By trying to establish it is “less capitalism” Joseph basically shows it is all about capitalism-as Peter Warner suggests above. But that’s all by the by really. Human beings have no privileged place in this world. The earth or universe cares not whether we are here. Many species often eat themselves out of existence or changing circumstances bring about their demise. Our “species-being”, unlike others, may have the ability to self reflect and change things for the better for future generations but we are struggling on this front, severely. And it’s not for want of trying. It’s not as if for, at the very least, the last 150 or so years concerned citizens of socialist persuasions have been fighting hard, sometimes paying with their lives, for a better world.
The forces of the BigDaddyWhiteGeezerPowerGrid have flexed their muscles via the bigger GUN that they have at their disposal and have run amuck causing unlimited devastation and destruction. The BigDaddyWhiteGeezerPowerGrid still has the upper hand and since the mid seventies really put it’s foot down as if to say, “that’s enough, you’ve had your 25 years of the “Golden Age of Keynesian Economics, now you’re just pissing us off.” As a result things don’t look good. As Klein suggests, we may only have 10 years. Paul Street, not prone to unhelpful pessimistic statements like those that Joseph makes, reduced that to 9 based on the publishing timeline of Klein’s book. Paul Street may also have suggested, in a way, “[m]aybe the chances of averting catastrophe are 1 in 10”. It wasn’t a definitive statement, really meant to make a point, and I wouldn’t hold him to it at all, but it does suggest things are not great and to me it leans towards the impossible (mainly the nine years), if history and the “lefts” inability to get a “firestorm of awareness” going which could lead towards a coherent strategy for change is a guide. But my own pessimism doesn’t warrant foreclosing on all hope.

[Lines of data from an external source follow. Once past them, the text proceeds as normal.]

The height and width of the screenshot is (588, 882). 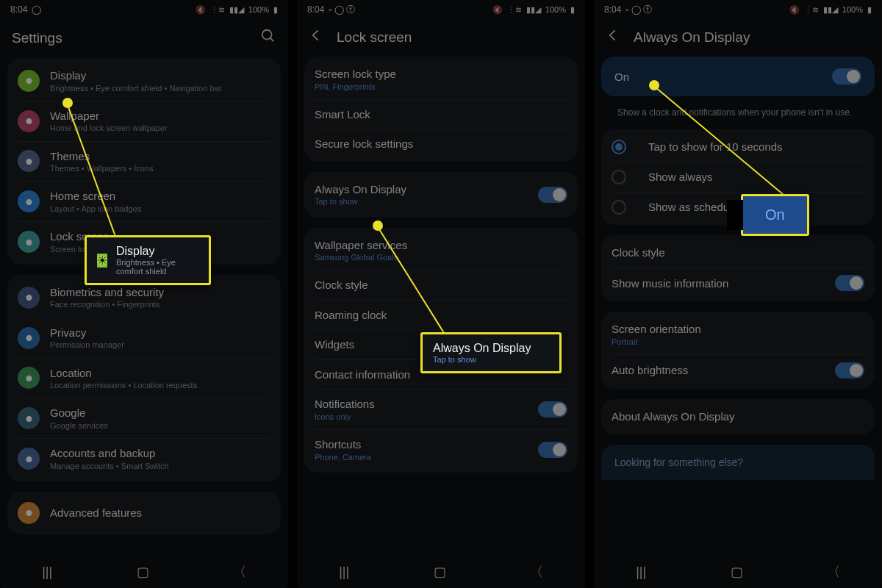 What do you see at coordinates (441, 409) in the screenshot?
I see `settings-row: NotificationsIcons only` at bounding box center [441, 409].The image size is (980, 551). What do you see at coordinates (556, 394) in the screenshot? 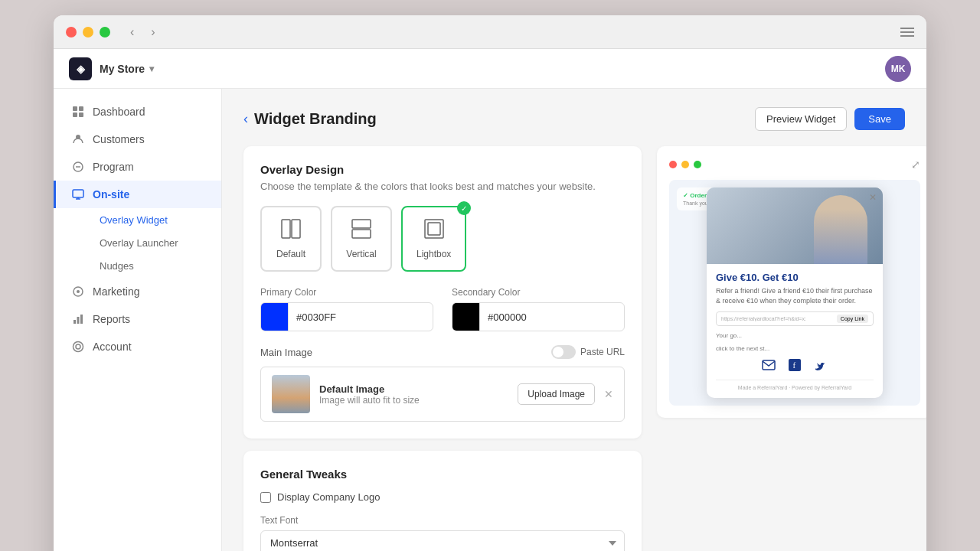
I see `upload-image-button: Upload Image` at bounding box center [556, 394].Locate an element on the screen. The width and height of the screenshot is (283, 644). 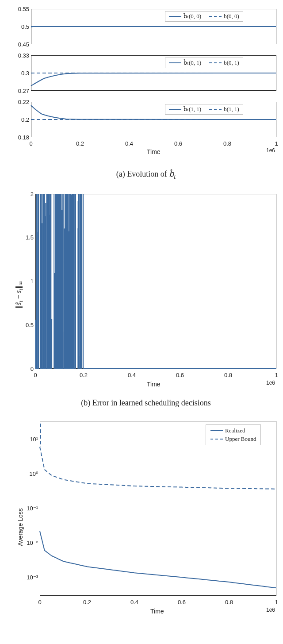
xlabel-b: Time is located at coordinates (154, 384).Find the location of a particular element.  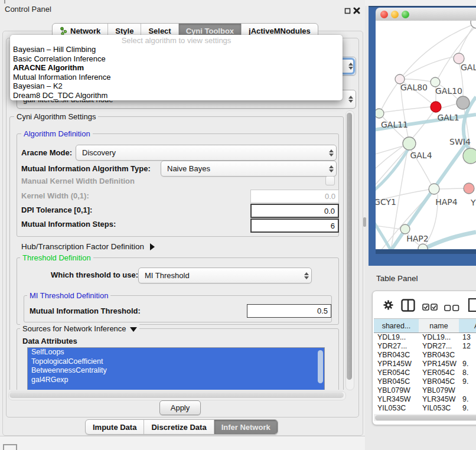

manual-kernel-label: Manual Kernel Width Definition is located at coordinates (78, 181).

Impossible doesn’t mean give up. We still need coherent strategies and alternatives that provide us with possibilities. Positive and constructive ideas that generate energy and action, unlike Joseph’s that in no way provide anyone with any kind of direction to follow other than a unhelpful vague call for some sort of mass withdrawal. If anything, Joseph’s comments, through the psychological despair that they can foster, are far more likely to create the very scenario he seems to want to avoid. Although, even on that point, that he wishes to avoid the “abyss” scenario, I am not so certain. Joseph’s comments seem more in line with Zerzan and others of the primitivist persuasion.
Still would like to know how he powers up his computer!
“It’s not as if for, at the very least, the last 150 or so years concerned citizens of socialist persuasions have NOT been fighting hard, sometimes paying with their lives, for a better world.”